Today there is still no mandate to keep water in the river. Legally the Sun River could be drained dry for irrigation, Ziemer said. However, the Sun River Watershed Group and other partners are working to make sure that doesn't happen.

For the past five years, the group and the irrigation districts have been working to improve irrigation systems to make them more efficient. That allows more water to be left in the river.

The flow restoration goals for the Sun River are based on a determination by Montana Fish, Wildlife and Parks that a flow of 130 cubic feet per second is the minimum flow needed for a fair fishery.

"Not a great fishery but a fair fishery," Rollo said.

With flows of at least 130 cfs, the river's primary riffles are covered in water and continue to offer fish habitat. If those riffles go dry, fish suffer, Ziemer said.

"With a system as complex as the Sun River, it takes a lot of communication and management to keep that water in the system," Ziemer said.

The Fort Shaw Irrigation District has installed new pipelines, gravity-fed pipelines and new canals, all of which have made the system more efficient.

"I can leave 50 (cfs) more water in the river now with no problem," Boyle said.

An agreement prevents others with water rights from using water left in the river by other water users, he said.

The Sun River Watershed Group also is working to clean up the Sun River and its tributaries.

The group has removed car bodies from the river banks and some 400 tons of trash from a four-mile stretch of the Sun River.

They've also been able to reduce the sediment load coming from Muddy Creek by about 80 percent by improving the riparian area along the creek.

"That is enabling the lower Sun River to become a little bit cleaner," Rollo said.

This past summer was the first time that the river stayed above 100 cfs for almost the entire irrigating season.
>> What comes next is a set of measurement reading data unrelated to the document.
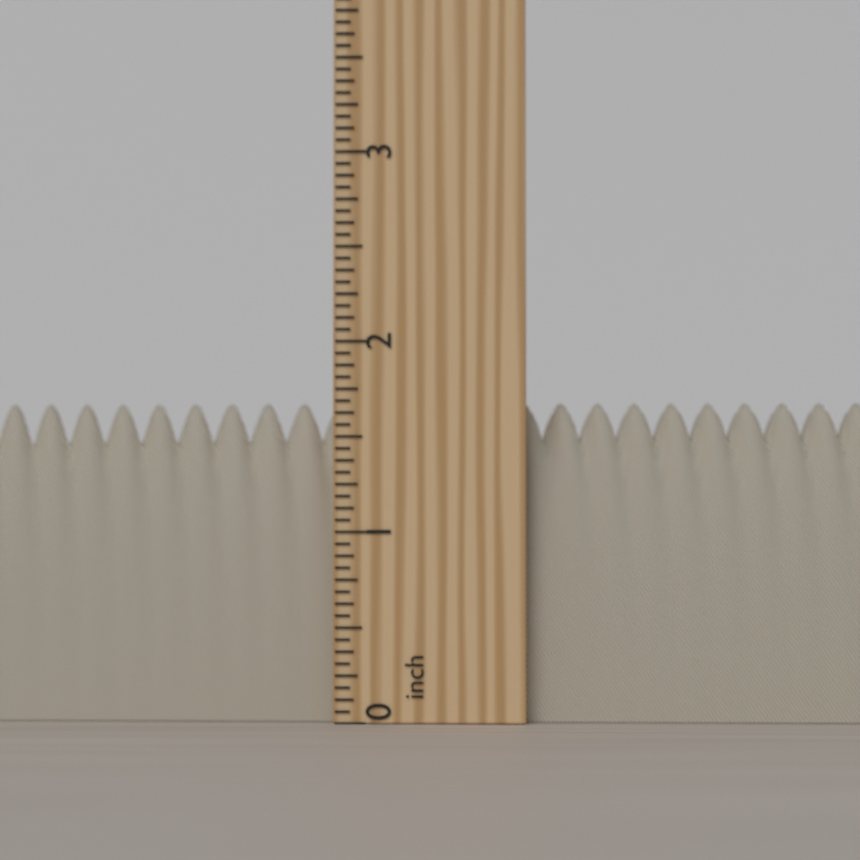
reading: 1.6875 inch
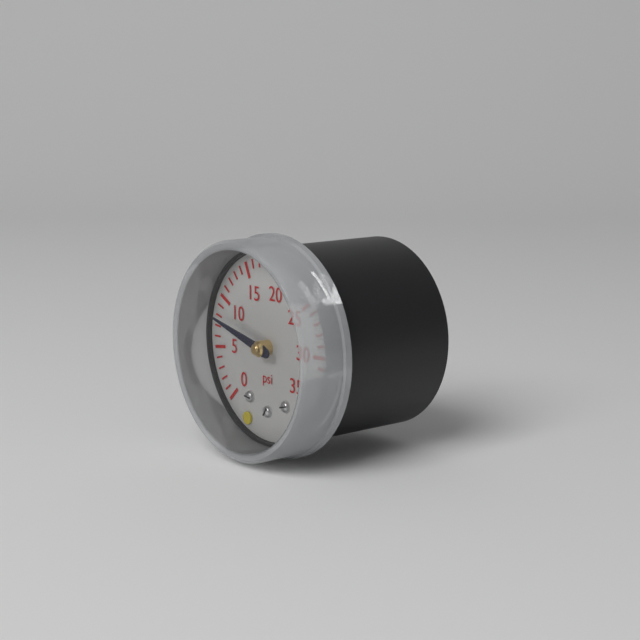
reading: 8 psi
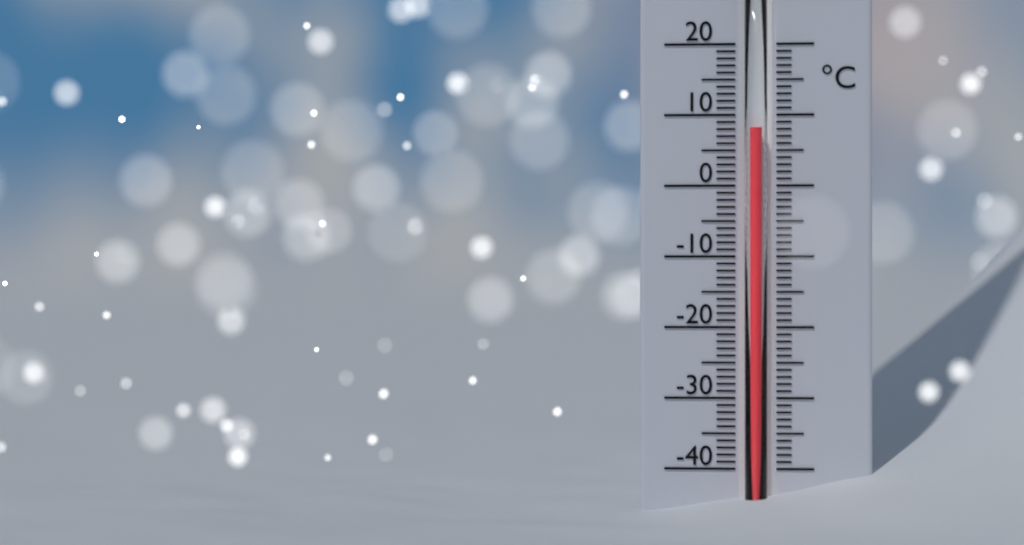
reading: 8 °C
It dipped below 100 only once.

"That's unprecedented for the Sun River," Ziemer said.

2012 was a similar year in terms of precipitation and snow pack, and the river was often below 100 cfs in July, August and September.

Water temperatures also have stayed cooler as flows have been higher this year.

"It's the chronic dewatering of the Sun River that has created these exacerbated temperature problems," Ziemer said.

No new information on fish numbers is available since flows have increased on the Sun. However, Ziemer hopes to see major increases in fish populations.

The last count showed about 50 fish per mile in the lower Sun River. Ideally, there would be 400 to 500 fish per mile, she said.

Ziemer hopes to see a tenfold increase in fish numbers as flows increase.

Fish can handle the short dips in stream flows like the one seen this summer.

"The fish, they can live with this," she said.

Brown and rainbow trout can be found in the Sun River. However, arctic grayling are native to the river system. Currently, arctic grayling are found only in the main irrigation canal and not in the river. The fish found their way there through the years when the canal had water while the river was dry.

Down the road, the native fish may be re-introduced.

"We may actually return arctic grayling in the Sun River," Ziemer said.